Several mounting locations were compared, with placement above the steering wheel providing strong visibility and response potential.

Emergency-Sound Demonstration

Functional

The prototype demonstrated visual responses to ambulance, police, fire-truck, horn, and alternative sound inputs.

Functional Demonstration

Emergency-Sound Testing

The following demonstrations show the prototype responding to several emergency and roadway sound inputs.

Ambulance Siren

Prototype response when presented with an ambulance siren input.

Police and Fire-Truck Sirens

Visual-alert response to additional emergency-vehicle siren patterns.

Vehicle Horn

Demonstration of the horn-detection alert behavior.

Alternative Sound Input

Additional prototype test used to evaluate system response under another audio condition.

Final assembled EARS prototype
Final assembled prototype

Project Outcome

A Complete Engineering Prototype

The project produced a functional physical prototype supported by product requirements, CAD development, embedded electronics, thermal analysis, testing, manufacturing documentation, and user instructions.

The result demonstrated the feasibility of converting emergency audio cues into visual information while identifying clear areas for future improvement in classification performance, environmental validation, and automotive integration.

Reflection

Lessons Learned

Requirements improve engineering decisions

Establishing measurable requirements made it easier to compare concepts and justify decisions related to size, cost, temperature, mounting, and usability.

Architecture should match the real product

The final controller needed enough processing capability for the application without introducing unnecessary size, power consumption, or packaging complexity.
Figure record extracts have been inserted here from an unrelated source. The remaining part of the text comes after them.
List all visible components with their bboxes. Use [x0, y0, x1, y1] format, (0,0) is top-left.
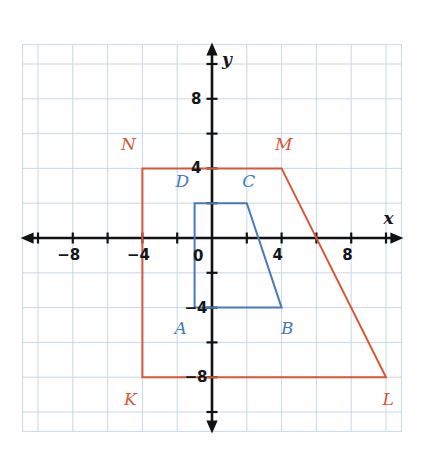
x-tick-label: −8 — [57, 246, 80, 264]
x-tick-label: 4 — [273, 246, 283, 264]
vertex-label-A: A — [175, 318, 187, 338]
y-tick-label: 4 — [191, 159, 201, 177]
x-tick-label: −4 — [127, 246, 150, 264]
vertex-label-M: M — [275, 134, 292, 154]
vertex-label-B: B — [281, 318, 294, 338]
vertex-label-K: K — [124, 389, 137, 409]
vertex-label-C: C — [242, 171, 255, 191]
vertex-label-D: D — [176, 171, 190, 191]
y-tick-label: 8 — [191, 90, 201, 108]
vertex-label-L: L — [383, 389, 394, 409]
x-axis-name: x — [383, 208, 393, 228]
x-tick-label: 8 — [342, 246, 352, 264]
coordinate-plane-canvas — [0, 0, 422, 463]
coordinate-plane-figure: −8−44884−4−80xyABCDKLMN — [0, 0, 422, 463]
y-tick-label: −4 — [185, 299, 208, 317]
origin-label: 0 — [193, 247, 203, 265]
vertex-label-N: N — [121, 134, 136, 154]
y-tick-label: −8 — [185, 368, 208, 386]
y-axis-name: y — [222, 49, 232, 69]
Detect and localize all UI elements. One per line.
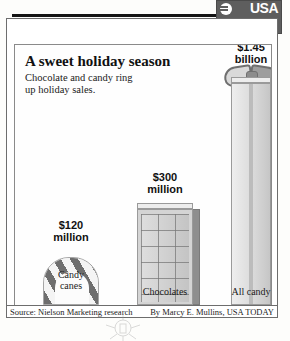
bar-all-candy: All candy <box>231 83 271 305</box>
subhead-line-2: up holiday sales. <box>25 84 133 96</box>
value-label-all-candy-amount: $1.45 <box>225 44 272 53</box>
chart-panel: A sweet holiday season Chocolate and can… <box>14 44 272 306</box>
logo-usa-text: USA <box>250 1 278 16</box>
credit-text: By Marcy E. Mullins, USA TODAY <box>150 307 274 317</box>
bar-all-candy-face <box>231 83 271 305</box>
value-label-candy-canes-unit: million <box>43 231 99 243</box>
bar-candy-canes: Candy canes <box>43 257 99 305</box>
value-label-chocolates: $300 million <box>137 171 193 195</box>
value-label-candy-canes-amount: $120 <box>43 219 99 231</box>
headline: A sweet holiday season <box>25 53 170 70</box>
category-label-chocolates: Chocolates <box>137 286 193 297</box>
masthead-rule <box>12 14 217 17</box>
bar-all-candy-side <box>271 83 272 305</box>
category-label-all-candy: All candy <box>231 286 271 297</box>
gift-ribbon-stripe <box>249 84 253 304</box>
decorative-sketch-icon <box>96 314 150 341</box>
category-label-candy-canes-line2: canes <box>43 280 99 291</box>
subhead: Chocolate and candy ring up holiday sale… <box>25 72 133 96</box>
value-label-candy-canes: $120 million <box>43 219 99 243</box>
value-label-chocolates-amount: $300 <box>137 171 193 183</box>
value-label-all-candy-unit: billion <box>225 53 272 65</box>
value-label-all-candy: $1.45 billion <box>225 44 272 65</box>
category-label-candy-canes: Candy canes <box>43 269 99 291</box>
category-label-candy-canes-line1: Candy <box>43 269 99 280</box>
value-label-chocolates-unit: million <box>137 183 193 195</box>
globe-swirl-icon <box>220 3 232 15</box>
category-label-chocolates-text: Chocolates <box>143 286 187 297</box>
bar-chocolates: Chocolates <box>137 209 193 305</box>
bar-chocolates-side <box>193 209 200 305</box>
category-label-all-candy-text: All candy <box>231 286 270 297</box>
usa-today-snapshot-infographic: USA TODAY Snapshots® USA TODAY A sweet h… <box>0 0 290 341</box>
subhead-line-1: Chocolate and candy ring <box>25 72 133 84</box>
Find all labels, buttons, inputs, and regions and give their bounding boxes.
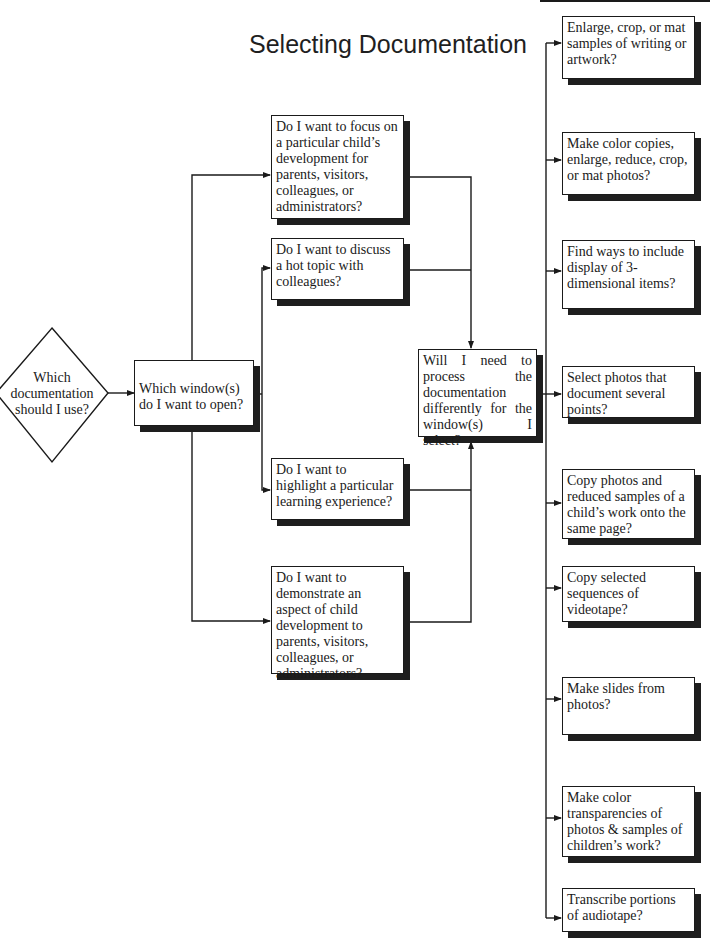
which-window-box: Which window(s) do I want to open? [134, 360, 254, 426]
window-box-learning-experience: Do I want to highlight a particular lear… [271, 458, 404, 520]
start-diamond-label: Which documentation should I use? [2, 370, 102, 418]
which-window-text: Which window(s) do I want to open? [139, 381, 249, 413]
option-box-color-copies: Make color copies, enlarge, reduce, crop… [562, 132, 695, 195]
window-box-hot-topic: Do I want to discuss a hot topic with co… [271, 238, 404, 300]
window-box-focus-child: Do I want to focus on a particular child… [271, 115, 404, 219]
option-box-transparencies: Make color transparencies of photos & sa… [562, 786, 695, 857]
option-box-copy-photos-samples: Copy photos and reduced samples of a chi… [562, 469, 695, 539]
process-box: Will I need to process the documentation… [418, 349, 537, 437]
option-box-audiotape: Transcribe portions of audiotape? [562, 888, 695, 932]
window-box-child-development: Do I want to demonstrate an aspect of ch… [271, 566, 404, 674]
option-box-enlarge-writing: Enlarge, crop, or mat samples of writing… [562, 16, 695, 79]
option-box-3d-items: Find ways to include display of 3-dimens… [562, 240, 695, 309]
option-box-videotape: Copy selected sequences of videotape? [562, 566, 695, 622]
option-box-select-photos: Select photos that document several poin… [562, 366, 695, 418]
option-box-slides: Make slides from photos? [562, 677, 695, 735]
Automotive environments create harsh thermal conditions

An enclosure that performs well indoors may experience significantly higher temperatures inside a parked vehicle and must be evaluated accordingly.

Mechanical design influences electronics reliability

Ventilation, component spacing, mounting, material selection, and access for assembly all affected the performance of the embedded system.

Usability is part of engineering performance

A technically functional alert is not sufficient unless it is visible, understandable, and positioned where the driver can respond quickly.

Documentation completes the product

The final report, manufacturing manual, and user manual provide the information required to reproduce, assemble, operate, and improve the design.

Technical Documentation

Reports and Manuals

Final Capstone Report

Complete engineering process, requirements, analysis, design, testing, and conclusions.

View Final Report

User Manual

Installation, operation, handling, and user-facing guidance for the EARS prototype.